It’s about time, II

Yes, the title is a pun.  Time puns are inevitable.  I nearly called this, ‘a second’s time around’.  The previous article ‘God & Time’ pondered the question, ‘what is time?’, and clarified why time is truly a theological issue.  But what about length of time – time as duration?  Time is one thing – our experience of time is quite another.  How do different entities experience time?  Electrons spinning around an atom travel vastly further distances in one second (a second’s time around!) than humans will in a lifetime.  Adult mayflies live out their entire lifecycle in 24 hours, bristlecone pines over 3,000 years, humans in 80 years.  Each experiences time differently: cycles, rhythms, seasons, change, aging.  In addition, 10 minutes waiting in a queue feels exceedingly different than 2 hours watching a great film – or 10 seconds’ drop down a high rollercoaster.  And what of sleep?  Or hibernation? – when time feels like no time at all – yet we never question that we are still ‘in time’.

So how does God experience time?  Yes, 2Pet 3:8 tells us ‘A thousand years is like a day…’ and Christians often take this to mean that God transcends time – that past, present, future are all the same to God.  But I don’t think so.  These are durations.  While God may experience time differently in relation to each of his creatures, that does not imply he’s outside time.  The universe God created is a time-based universe; if God were outside time, he would (by implication) be outside the universe and have no relationship to us.  If God is with us, he is ‘in time’.  We innately accept this: nobody prays, ‘Lord, please help England win the world cup last year’.  It’s utterly irrelevant to speculate about God’s experience outside time or the universe – if even possible.

Modern humans have a warped sense of time.  The discovery that our 13.7 billion-year-old universe is ‘winding down’ and our sun is burning out (in 3-billion years) elicits a deep existential angst.  Yet our entire human existence is merely a blink in that time-span!  What then of eternity?  Our own ‘second time around’ (i.e. life after death), is not ‘outside’ the time-space continuum.  The biblical concept of eternal life is not timelessness, but everlastingness – a great, undefined length of time – perhaps experienced in a wonderfully different way from the life we experience today.  For how long?  Time will tell.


→ **WHAT YOU SHOULD DO**
Report only the number of lines that contain the string "graphite" in the records below.

|---|

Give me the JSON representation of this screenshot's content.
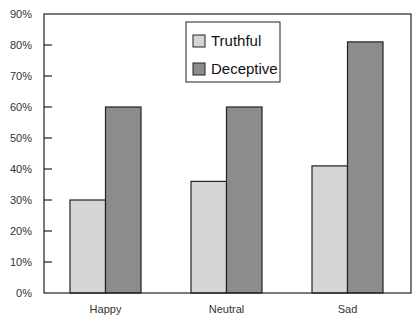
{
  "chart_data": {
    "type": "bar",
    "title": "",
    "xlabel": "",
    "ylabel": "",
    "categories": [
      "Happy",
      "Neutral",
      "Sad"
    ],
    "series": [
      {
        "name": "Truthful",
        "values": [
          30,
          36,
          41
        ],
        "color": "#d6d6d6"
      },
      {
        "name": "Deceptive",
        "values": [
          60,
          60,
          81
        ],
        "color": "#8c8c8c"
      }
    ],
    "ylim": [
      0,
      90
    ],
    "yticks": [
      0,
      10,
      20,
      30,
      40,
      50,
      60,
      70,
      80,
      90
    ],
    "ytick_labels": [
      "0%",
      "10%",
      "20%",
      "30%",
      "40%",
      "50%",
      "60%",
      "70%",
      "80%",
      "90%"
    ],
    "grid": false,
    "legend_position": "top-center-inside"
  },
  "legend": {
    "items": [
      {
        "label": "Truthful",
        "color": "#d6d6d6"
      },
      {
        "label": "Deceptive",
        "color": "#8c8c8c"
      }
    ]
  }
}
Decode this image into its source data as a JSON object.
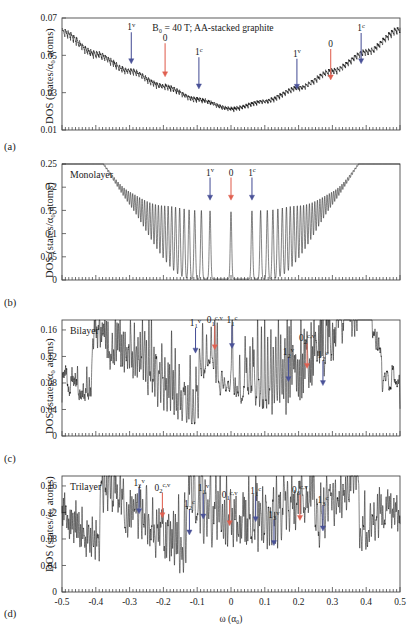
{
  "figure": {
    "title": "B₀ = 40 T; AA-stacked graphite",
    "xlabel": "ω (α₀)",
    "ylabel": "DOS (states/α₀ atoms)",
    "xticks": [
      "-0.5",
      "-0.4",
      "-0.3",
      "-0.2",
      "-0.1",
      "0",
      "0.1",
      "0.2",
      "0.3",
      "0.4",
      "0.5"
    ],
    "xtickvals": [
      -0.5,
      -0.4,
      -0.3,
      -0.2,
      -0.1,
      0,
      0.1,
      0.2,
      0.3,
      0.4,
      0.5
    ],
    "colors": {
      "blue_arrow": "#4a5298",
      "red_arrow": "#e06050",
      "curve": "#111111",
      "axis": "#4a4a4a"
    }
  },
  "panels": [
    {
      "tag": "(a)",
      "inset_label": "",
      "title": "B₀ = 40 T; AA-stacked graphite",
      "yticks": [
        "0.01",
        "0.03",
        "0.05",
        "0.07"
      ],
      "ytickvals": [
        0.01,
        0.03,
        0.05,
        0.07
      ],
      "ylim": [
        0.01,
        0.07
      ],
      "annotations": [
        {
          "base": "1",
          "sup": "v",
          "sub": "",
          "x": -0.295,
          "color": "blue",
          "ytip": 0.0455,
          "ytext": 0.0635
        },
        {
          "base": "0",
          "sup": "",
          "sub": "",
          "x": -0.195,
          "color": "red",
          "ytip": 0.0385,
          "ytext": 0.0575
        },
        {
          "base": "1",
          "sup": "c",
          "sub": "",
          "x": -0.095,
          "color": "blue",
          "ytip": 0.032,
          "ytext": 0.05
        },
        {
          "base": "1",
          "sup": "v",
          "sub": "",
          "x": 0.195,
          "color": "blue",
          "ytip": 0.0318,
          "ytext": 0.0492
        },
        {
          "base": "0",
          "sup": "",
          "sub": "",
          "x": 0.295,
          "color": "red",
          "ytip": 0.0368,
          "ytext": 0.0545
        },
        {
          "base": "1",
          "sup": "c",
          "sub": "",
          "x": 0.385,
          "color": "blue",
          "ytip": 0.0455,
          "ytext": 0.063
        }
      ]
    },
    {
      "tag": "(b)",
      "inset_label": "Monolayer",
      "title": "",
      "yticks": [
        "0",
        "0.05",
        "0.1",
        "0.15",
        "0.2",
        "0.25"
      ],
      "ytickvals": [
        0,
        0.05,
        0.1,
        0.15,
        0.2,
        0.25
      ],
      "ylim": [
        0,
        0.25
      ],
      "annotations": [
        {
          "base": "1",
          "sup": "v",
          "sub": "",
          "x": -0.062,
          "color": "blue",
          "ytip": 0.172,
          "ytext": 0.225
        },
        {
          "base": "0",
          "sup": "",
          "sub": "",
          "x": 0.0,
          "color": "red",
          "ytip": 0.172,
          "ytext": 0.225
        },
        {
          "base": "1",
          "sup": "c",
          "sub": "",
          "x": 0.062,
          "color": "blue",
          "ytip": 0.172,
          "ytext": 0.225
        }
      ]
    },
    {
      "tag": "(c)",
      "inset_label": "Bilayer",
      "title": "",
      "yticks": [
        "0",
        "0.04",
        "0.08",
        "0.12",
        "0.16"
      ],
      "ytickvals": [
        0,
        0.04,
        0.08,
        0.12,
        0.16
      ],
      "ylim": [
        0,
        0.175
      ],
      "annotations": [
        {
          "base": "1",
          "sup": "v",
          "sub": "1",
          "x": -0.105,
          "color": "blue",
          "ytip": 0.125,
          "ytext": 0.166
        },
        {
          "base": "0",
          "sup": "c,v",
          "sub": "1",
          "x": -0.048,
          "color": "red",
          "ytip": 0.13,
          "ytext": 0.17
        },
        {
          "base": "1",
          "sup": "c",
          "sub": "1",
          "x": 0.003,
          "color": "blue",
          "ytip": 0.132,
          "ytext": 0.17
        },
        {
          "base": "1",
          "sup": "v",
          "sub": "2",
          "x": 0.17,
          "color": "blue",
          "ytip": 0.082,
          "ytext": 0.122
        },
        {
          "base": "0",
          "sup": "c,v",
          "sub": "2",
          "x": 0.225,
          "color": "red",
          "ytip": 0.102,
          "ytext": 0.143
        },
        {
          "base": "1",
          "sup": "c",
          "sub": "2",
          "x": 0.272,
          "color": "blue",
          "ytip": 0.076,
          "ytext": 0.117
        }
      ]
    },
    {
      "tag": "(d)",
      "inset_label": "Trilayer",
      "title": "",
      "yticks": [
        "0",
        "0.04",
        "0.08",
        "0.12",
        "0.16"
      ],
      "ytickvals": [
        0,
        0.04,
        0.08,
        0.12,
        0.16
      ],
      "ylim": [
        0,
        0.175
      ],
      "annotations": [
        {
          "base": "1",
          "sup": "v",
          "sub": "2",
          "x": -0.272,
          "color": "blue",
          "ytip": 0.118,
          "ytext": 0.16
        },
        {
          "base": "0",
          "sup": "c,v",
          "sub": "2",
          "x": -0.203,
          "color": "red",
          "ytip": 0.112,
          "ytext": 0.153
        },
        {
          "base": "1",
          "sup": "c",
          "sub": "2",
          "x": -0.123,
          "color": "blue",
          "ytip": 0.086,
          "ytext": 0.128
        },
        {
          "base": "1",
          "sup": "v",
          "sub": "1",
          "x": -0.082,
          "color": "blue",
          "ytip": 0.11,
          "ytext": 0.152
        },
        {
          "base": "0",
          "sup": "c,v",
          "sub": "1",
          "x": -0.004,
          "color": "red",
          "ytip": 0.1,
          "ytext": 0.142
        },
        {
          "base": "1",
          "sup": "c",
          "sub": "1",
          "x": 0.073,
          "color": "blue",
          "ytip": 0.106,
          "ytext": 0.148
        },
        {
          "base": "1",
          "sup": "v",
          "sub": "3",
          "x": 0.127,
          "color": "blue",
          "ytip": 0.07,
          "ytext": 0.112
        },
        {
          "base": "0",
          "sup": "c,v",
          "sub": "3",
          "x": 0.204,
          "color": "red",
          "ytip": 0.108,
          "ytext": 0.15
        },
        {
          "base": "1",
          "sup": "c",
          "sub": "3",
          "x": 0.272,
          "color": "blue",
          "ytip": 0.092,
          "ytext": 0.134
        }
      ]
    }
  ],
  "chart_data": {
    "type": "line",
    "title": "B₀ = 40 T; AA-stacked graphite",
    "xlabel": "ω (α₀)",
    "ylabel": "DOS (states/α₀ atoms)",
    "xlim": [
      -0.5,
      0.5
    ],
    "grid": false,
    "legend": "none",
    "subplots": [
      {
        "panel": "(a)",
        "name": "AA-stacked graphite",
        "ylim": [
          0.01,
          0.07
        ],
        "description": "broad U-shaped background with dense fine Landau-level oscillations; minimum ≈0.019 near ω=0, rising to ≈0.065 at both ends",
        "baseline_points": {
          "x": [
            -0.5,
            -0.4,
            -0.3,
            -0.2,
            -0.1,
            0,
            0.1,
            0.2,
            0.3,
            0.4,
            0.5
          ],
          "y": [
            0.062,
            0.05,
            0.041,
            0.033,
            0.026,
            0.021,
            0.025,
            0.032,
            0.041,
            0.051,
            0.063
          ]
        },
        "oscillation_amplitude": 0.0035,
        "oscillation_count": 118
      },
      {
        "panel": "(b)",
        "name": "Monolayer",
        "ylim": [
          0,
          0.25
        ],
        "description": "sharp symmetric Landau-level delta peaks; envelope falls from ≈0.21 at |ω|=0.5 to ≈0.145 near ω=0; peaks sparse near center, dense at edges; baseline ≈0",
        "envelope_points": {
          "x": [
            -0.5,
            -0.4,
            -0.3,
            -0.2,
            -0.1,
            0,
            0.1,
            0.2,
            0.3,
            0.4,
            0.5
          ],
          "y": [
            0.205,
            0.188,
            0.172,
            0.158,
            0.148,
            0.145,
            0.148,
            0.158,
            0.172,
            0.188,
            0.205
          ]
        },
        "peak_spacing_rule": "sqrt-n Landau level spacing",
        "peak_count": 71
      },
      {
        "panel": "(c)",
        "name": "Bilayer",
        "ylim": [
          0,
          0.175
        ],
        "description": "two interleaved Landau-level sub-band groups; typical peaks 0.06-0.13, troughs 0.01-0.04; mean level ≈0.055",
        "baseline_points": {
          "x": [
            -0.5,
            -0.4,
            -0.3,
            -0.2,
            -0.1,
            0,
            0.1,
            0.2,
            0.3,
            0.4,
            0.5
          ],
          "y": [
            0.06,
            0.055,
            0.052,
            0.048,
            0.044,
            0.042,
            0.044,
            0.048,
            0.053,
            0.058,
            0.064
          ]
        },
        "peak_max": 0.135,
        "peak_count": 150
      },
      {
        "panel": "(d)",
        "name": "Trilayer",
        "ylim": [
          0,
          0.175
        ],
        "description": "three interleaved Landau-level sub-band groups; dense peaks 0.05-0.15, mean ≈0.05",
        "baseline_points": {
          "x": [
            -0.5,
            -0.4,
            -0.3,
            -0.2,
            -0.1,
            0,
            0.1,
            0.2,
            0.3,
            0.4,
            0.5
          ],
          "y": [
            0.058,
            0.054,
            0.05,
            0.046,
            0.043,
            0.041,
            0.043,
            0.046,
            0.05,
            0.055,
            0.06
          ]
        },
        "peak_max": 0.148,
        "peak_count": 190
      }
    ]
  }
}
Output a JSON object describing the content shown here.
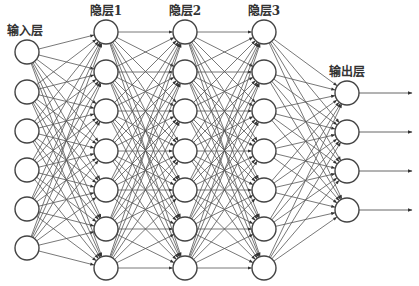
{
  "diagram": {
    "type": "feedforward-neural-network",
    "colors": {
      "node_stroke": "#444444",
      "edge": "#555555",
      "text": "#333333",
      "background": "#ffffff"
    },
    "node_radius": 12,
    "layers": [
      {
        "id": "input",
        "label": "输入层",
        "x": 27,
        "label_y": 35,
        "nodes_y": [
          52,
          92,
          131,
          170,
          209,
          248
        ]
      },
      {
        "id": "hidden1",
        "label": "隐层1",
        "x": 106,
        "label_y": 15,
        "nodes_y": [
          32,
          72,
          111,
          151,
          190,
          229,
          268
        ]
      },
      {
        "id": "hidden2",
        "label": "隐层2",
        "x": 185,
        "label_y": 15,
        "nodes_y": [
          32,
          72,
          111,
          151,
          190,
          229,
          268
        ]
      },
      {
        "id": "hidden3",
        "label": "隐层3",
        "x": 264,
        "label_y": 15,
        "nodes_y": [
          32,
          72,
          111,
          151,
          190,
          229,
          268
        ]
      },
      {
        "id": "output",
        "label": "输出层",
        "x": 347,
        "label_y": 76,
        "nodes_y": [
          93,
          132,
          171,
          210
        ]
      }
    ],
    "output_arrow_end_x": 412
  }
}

|---|

→ **REPLY**
4